• [Extracted data]:

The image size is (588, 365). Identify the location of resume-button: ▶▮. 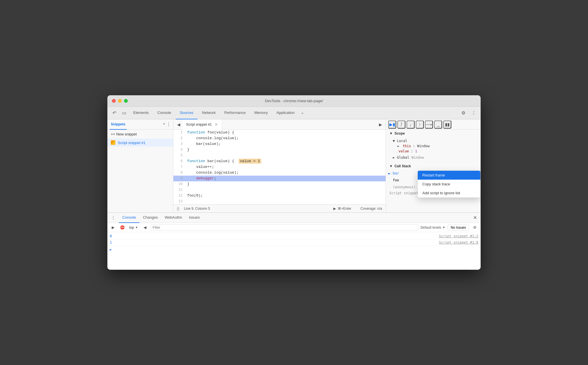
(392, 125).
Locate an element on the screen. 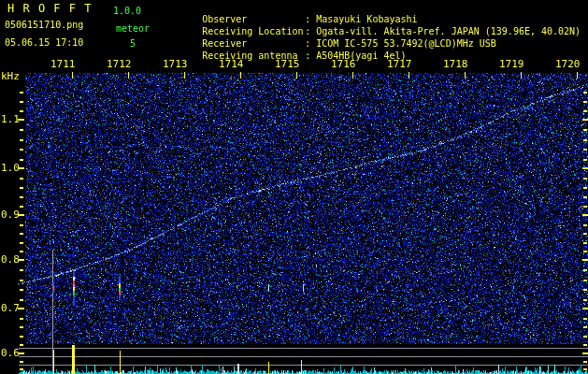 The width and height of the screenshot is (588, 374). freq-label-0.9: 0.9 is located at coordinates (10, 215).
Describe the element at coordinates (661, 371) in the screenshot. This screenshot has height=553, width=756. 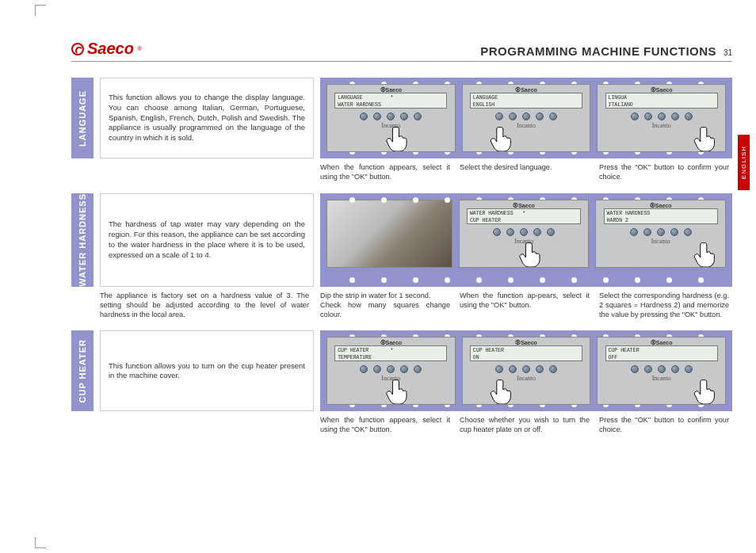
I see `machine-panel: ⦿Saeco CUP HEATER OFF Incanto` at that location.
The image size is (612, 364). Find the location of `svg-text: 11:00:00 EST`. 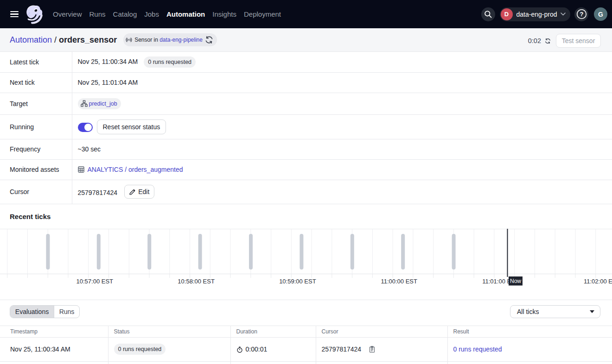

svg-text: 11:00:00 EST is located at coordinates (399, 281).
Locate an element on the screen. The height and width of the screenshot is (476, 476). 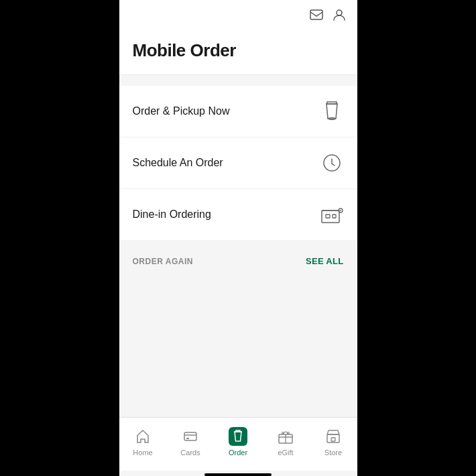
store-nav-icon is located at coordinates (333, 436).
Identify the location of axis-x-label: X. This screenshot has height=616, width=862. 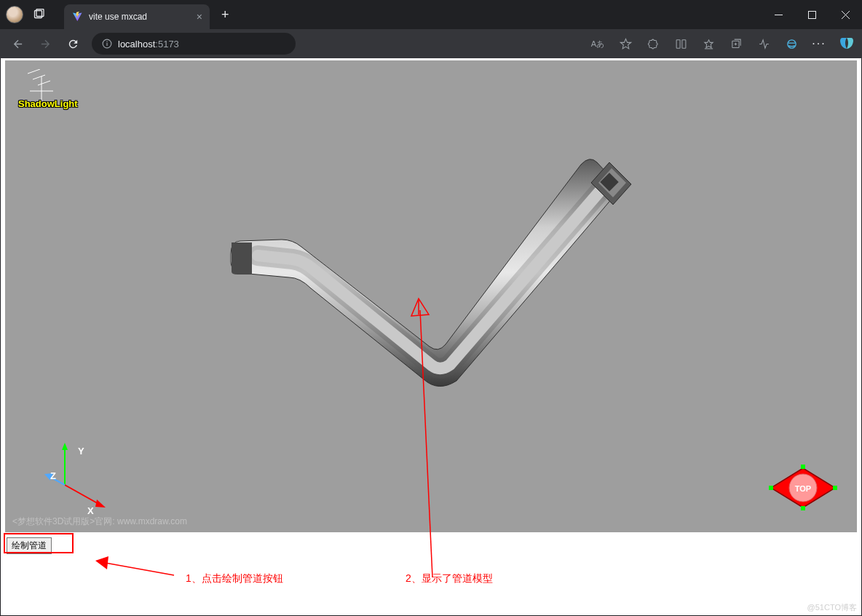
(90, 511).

• [Work order]:
Beginning with the line that contains "Describe the element", write out the remaining lines of the listing above through the last, exactly and only those, without pictures.

• [Written solution]:
Describe the element at coordinates (661, 371) in the screenshot. This screenshot has height=553, width=756. 
I see `machine-panel: ⦿Saeco CUP HEATER OFF Incanto` at that location.
The image size is (612, 364). Find the location of `svg-text: 11:00:00 EST`. 

svg-text: 11:00:00 EST is located at coordinates (399, 281).
Locate an element on the screen. The height and width of the screenshot is (476, 476). 
store-nav-icon is located at coordinates (333, 436).
Identify the location of axis-x-label: X. This screenshot has height=616, width=862. 
(90, 511).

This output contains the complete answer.